Season: 2, Episodes: 1, Faction: Survivors
Overview
Donald was a tail section survivor of Oceanic Flight 815.
On the Island (Days 1-5)
2×07 – The Other 48 Days
After crashing into the ocean, Donald dragged himself out the water and was helped by Ana Lucia, who, however, left him when she saw that Emma was in danger of dying and needed to be revived. Donald suffered from a major leg fracture due to the crash; it was Libby who put the bone back in place, though Donald passed out because of the pain.
However, Donald succumbed to his injuries five days after the crash, due to an infection of the injured leg, and became the fourth death among the tail section survivors. He was buried by Nathan and Goodwin. (“The Other 48 Days”)
Post-Death
2×18 – Dave
Libby referenced Donald’s existence as proof to Hurley that the Island was in fact not a mere fabrication of Hurley’s imagination. (“Dave”)
Related Character Images
Decoded Season 2 Characters
Key Episode(s) to Decoding the Character
Wiki Info
In Greek mythology, Cedalion or Kedalion was a servant of Hephaestus in Lemnos. According to one tradition, he was Hephaestus’s tutor, with whom Hera fostered her son on Naxos to teach him smithcraft. Kerenyi compares him to the Cabeiri, to Chiron, and to Prometheus.
The more common story of Cedalion tells of his part in the healing of Orion, who came to Lemnos after he was blinded by Oenopion. Orion took up Cedalion and set the youth upon his shoulders for a guide to the East. There the rays of Helios restored Orion’s sight.
Sophocles wrote a satyr play Cedalion, of which a few words survive. Its plot is uncertain, whether the blinding of Orion by Oenopion and the satyrs on Chios, probably with Cedalion offstage and prophesied, or the recovery of Orion’s sight on Lemnos. It has also been suggested that the subject may be Hephaestus’s fostering; or the instructions given to the blinded Orion by satyrs in Cedalion’s service. One of the surviving lines suggests extreme drunkenness; Burkert reads this fragment as from a chorus of Cabeiri.
One traditional etymology is from kēdeuein “to take charge, to care for”, and early nineteenth century scholars agreed. Scholars since Wilamowitz, however, support the other traditional interpretation, as “phallos”, from a different sense of the same verb: “to marry” (said of the groom).
Wilamowitz speculates that Cedalion is the dwarf in the Louvre relief showing Dionysius in Hephaestus’ workplace.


**Problem:**
Below are the records; retype each one exactly.

[Figure dataset records]
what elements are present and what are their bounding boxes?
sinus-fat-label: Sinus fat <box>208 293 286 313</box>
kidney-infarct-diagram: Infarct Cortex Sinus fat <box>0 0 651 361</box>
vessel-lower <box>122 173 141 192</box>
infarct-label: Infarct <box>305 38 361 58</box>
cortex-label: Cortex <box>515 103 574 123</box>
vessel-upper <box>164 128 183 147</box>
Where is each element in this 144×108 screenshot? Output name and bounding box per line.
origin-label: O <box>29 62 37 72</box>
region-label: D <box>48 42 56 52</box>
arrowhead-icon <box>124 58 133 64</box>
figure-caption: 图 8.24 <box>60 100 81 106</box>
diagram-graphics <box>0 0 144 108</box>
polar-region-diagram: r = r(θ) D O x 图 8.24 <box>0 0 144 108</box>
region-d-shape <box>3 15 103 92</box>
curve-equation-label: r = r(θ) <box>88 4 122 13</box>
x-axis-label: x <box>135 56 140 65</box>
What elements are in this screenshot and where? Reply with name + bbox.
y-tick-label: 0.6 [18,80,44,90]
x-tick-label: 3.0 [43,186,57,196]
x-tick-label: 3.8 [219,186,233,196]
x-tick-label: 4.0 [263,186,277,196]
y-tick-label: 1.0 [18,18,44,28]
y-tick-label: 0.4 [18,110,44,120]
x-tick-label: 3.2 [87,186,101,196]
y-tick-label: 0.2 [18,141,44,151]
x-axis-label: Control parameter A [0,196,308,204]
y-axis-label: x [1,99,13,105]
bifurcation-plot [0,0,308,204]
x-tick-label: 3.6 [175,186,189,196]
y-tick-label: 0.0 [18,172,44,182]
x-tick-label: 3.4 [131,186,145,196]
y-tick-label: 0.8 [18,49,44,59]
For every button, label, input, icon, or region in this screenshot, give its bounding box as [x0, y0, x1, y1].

**Your response:**
what elements are present and what are their bounding boxes?
sinus-fat-label: Sinus fat <box>208 293 286 313</box>
kidney-infarct-diagram: Infarct Cortex Sinus fat <box>0 0 651 361</box>
vessel-lower <box>122 173 141 192</box>
infarct-label: Infarct <box>305 38 361 58</box>
cortex-label: Cortex <box>515 103 574 123</box>
vessel-upper <box>164 128 183 147</box>
Where is each element in this 144×108 screenshot? Output name and bounding box per line.
origin-label: O <box>29 62 37 72</box>
region-label: D <box>48 42 56 52</box>
arrowhead-icon <box>124 58 133 64</box>
figure-caption: 图 8.24 <box>60 100 81 106</box>
diagram-graphics <box>0 0 144 108</box>
polar-region-diagram: r = r(θ) D O x 图 8.24 <box>0 0 144 108</box>
region-d-shape <box>3 15 103 92</box>
curve-equation-label: r = r(θ) <box>88 4 122 13</box>
x-axis-label: x <box>135 56 140 65</box>
What elements are in this screenshot and where? Reply with name + bbox.
y-tick-label: 0.6 [18,80,44,90]
x-tick-label: 3.0 [43,186,57,196]
x-tick-label: 3.8 [219,186,233,196]
x-tick-label: 4.0 [263,186,277,196]
y-tick-label: 1.0 [18,18,44,28]
y-tick-label: 0.4 [18,110,44,120]
x-tick-label: 3.2 [87,186,101,196]
y-tick-label: 0.2 [18,141,44,151]
x-axis-label: Control parameter A [0,196,308,204]
y-axis-label: x [1,99,13,105]
bifurcation-plot [0,0,308,204]
x-tick-label: 3.6 [175,186,189,196]
y-tick-label: 0.0 [18,172,44,182]
x-tick-label: 3.4 [131,186,145,196]
y-tick-label: 0.8 [18,49,44,59]
For every button, label, input, icon, or region in this screenshot, give its bounding box as [x0, y0, x1, y1].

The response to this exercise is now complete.